It may not make a big difference to Bill Gates' net worth, but
on December 12 Microsoft agreed to pay $97 million to settle a lawsuit
brought by a group of "permatemps"--employees who often worked for
many years at the company but were classified as temporary and denied
a range of benefits. At one point, more than one-third of workers
at the company's headquarters in Redmond, Washington, including
most employees in several key areas, were classified as permatemps.
Microsoft had fought in court for eight years, but a federal appeals
court ruled in May 1999 that the employees should have been permitted
to buy stock at a discount just like other employees, but it did
not decide that permatemps were entitled to health insurance or
participation in the 401(k) plan.
In a key ruling, the court decided that the permatemps were clearly
employees like those with a permanent status--and different colored
badge--who worked alongside them. "Simply calling a person a contractor
or temporary employee does not change his status," says Stephen
Strong, one of the permatemps' attorneys. "Employers have been trying
to overcome facts with labels, but labels do not have control over
facts."
"It's a clear vindication for the long-term contractors at Microsoft,"
says Mike Blain, a former Microsoft permatemp who participated in
the lawsuit and is now president of WashTech,
the Washington Alliance of Technology Workers. WashTech, a Communications
Workers local that is currently organizing Amazon.com customer service
representatives, was not a party to the lawsuit, but it has carried
on low-key efforts to recruit support among Microsoft workers.
The settlement is the largest, though not the first, class-action
lawsuit victory against abuse of permatemps, but it helped to give
the issue a high profile. Other suits are pending against both public
and private employers. In Los Angeles, a lawsuit against the office
of the county counsel, the county's civil lawyers, incorporates
charges of sexual discrimination, since the nonprofit subsidiary
set up by the counsel's office to employ roughly half its work force
as permatemps at reduced pay disproportionately included women workers,
both clerical staff and lawyers.
Over the past two years, Democrats have introduced two different
bills in Congress to limit employers' ability to deprive workers
of benefits by mislabeling them, to prohibit requirements that employees'
sign waivers of their rights before getting hired, and to establish
a simple test of whether a worker is really an independent contractor.
Meanwhile, Republicans have introduced legislation that would essentially
legalize permatemping through employment agencies.
The lawsuit undoubtedly contributed to a change in policies at
Microsoft, which has converted about 3,000 contract employees to
regular status but has also established new requirements for its
roughly 5,000 remaining temps in the Seattle area, requiring a 90-day
break after one contract before they can be rehired. WashTech speculates
that Microsoft may be reducing its reliance on permatemps in part
because it is having more difficulty attracting employees, but clearly
contract and temp work continues to be widespread at Microsoft and
many other firms. "By no means has the settlement or Microsoft's
modified behavior fixed everything or addressed the real, legitimate
needs faced by contract or regular employees at Microsoft," Blain
says. "It's different and better than it was, and it was due to
the lawsuit and organizing that WashTech has done."
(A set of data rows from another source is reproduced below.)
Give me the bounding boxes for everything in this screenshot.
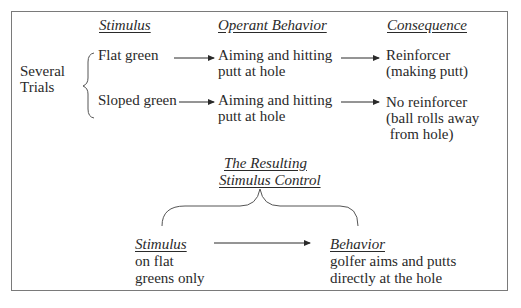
result-brace-icon (162, 189, 358, 226)
trials-brace-icon (83, 53, 94, 118)
result-behavior-header: Behavior (330, 236, 385, 253)
trials-label-line1: Several (20, 63, 65, 80)
result-stimulus-line1: on flat (135, 253, 174, 270)
row2-consequence-line2: (ball rolls away (386, 110, 479, 127)
row2-behavior-line2: putt at hole (218, 108, 286, 125)
result-title-line2: Stimulus Control (219, 172, 321, 189)
row1-stimulus: Flat green (98, 47, 158, 64)
header-operant-behavior: Operant Behavior (218, 17, 327, 34)
trials-label-line2: Trials (20, 79, 54, 96)
result-behavior-line1: golfer aims and putts (330, 253, 456, 270)
result-stimulus-header: Stimulus (135, 236, 187, 253)
row1-behavior-line1: Aiming and hitting (218, 47, 332, 64)
result-title-line1: The Resulting (224, 155, 307, 172)
row2-stimulus: Sloped green (98, 92, 177, 109)
row2-behavior-line1: Aiming and hitting (218, 92, 332, 109)
row2-consequence-line3: from hole) (386, 126, 453, 143)
row1-behavior-line2: putt at hole (218, 63, 286, 80)
header-stimulus: Stimulus (99, 17, 151, 34)
row2-consequence-line1: No reinforcer (386, 94, 467, 111)
result-behavior-line2: directly at the hole (330, 270, 442, 287)
row1-consequence-line1: Reinforcer (386, 47, 450, 64)
result-stimulus-line2: greens only (135, 270, 205, 287)
header-consequence: Consequence (387, 17, 467, 34)
row1-consequence-line2: (making putt) (386, 63, 468, 80)
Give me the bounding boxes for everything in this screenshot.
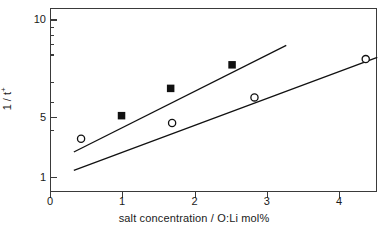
x-ticklabel-4: 4 xyxy=(327,196,351,207)
y-minor-tick-3 xyxy=(50,102,54,103)
chart-figure: 10 5 1 0 1 2 3 4 salt concentration / O:… xyxy=(0,0,388,236)
y-ticklabel-1: 1 xyxy=(22,172,46,183)
plot-frame xyxy=(50,8,377,192)
y-tick-5 xyxy=(50,117,57,118)
x-ticklabel-0: 0 xyxy=(38,196,62,207)
y-tick-1 xyxy=(50,177,57,178)
x-ticklabel-3: 3 xyxy=(255,196,279,207)
x-ticklabel-2: 2 xyxy=(183,196,207,207)
y-tick-10 xyxy=(50,19,57,20)
x-ticklabel-1: 1 xyxy=(110,196,134,207)
y-minor-tick-4 xyxy=(50,82,54,83)
y-minor-tick-9 xyxy=(50,27,54,28)
y-minor-tick-6 xyxy=(50,54,54,55)
y-axis-label-text: 1 / t xyxy=(1,92,13,110)
y-minor-tick-7 xyxy=(50,44,54,45)
y-minor-tick-8 xyxy=(50,35,54,36)
x-axis-label: salt concentration / O:Li mol% xyxy=(0,212,388,224)
y-axis-label: 1 / t+ xyxy=(0,69,13,129)
y-axis-label-superscript: + xyxy=(0,87,8,92)
y-ticklabel-10: 10 xyxy=(22,14,46,25)
y-ticklabel-5: 5 xyxy=(22,112,46,123)
y-minor-tick-2 xyxy=(50,130,54,131)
Strong agreed that despite the victory, businesses continue to
find ways to deprive workers of pay, benefits and other rights by
using employment agencies or setting up discriminatory classifications.
"This could be just another round in a long battle," Strong says.
But it was, nonetheless, a welcome victory. 
Read more about WashTech's struggle with Amazon.com in "Amazon
Workers on the Move," (January 8, 2001).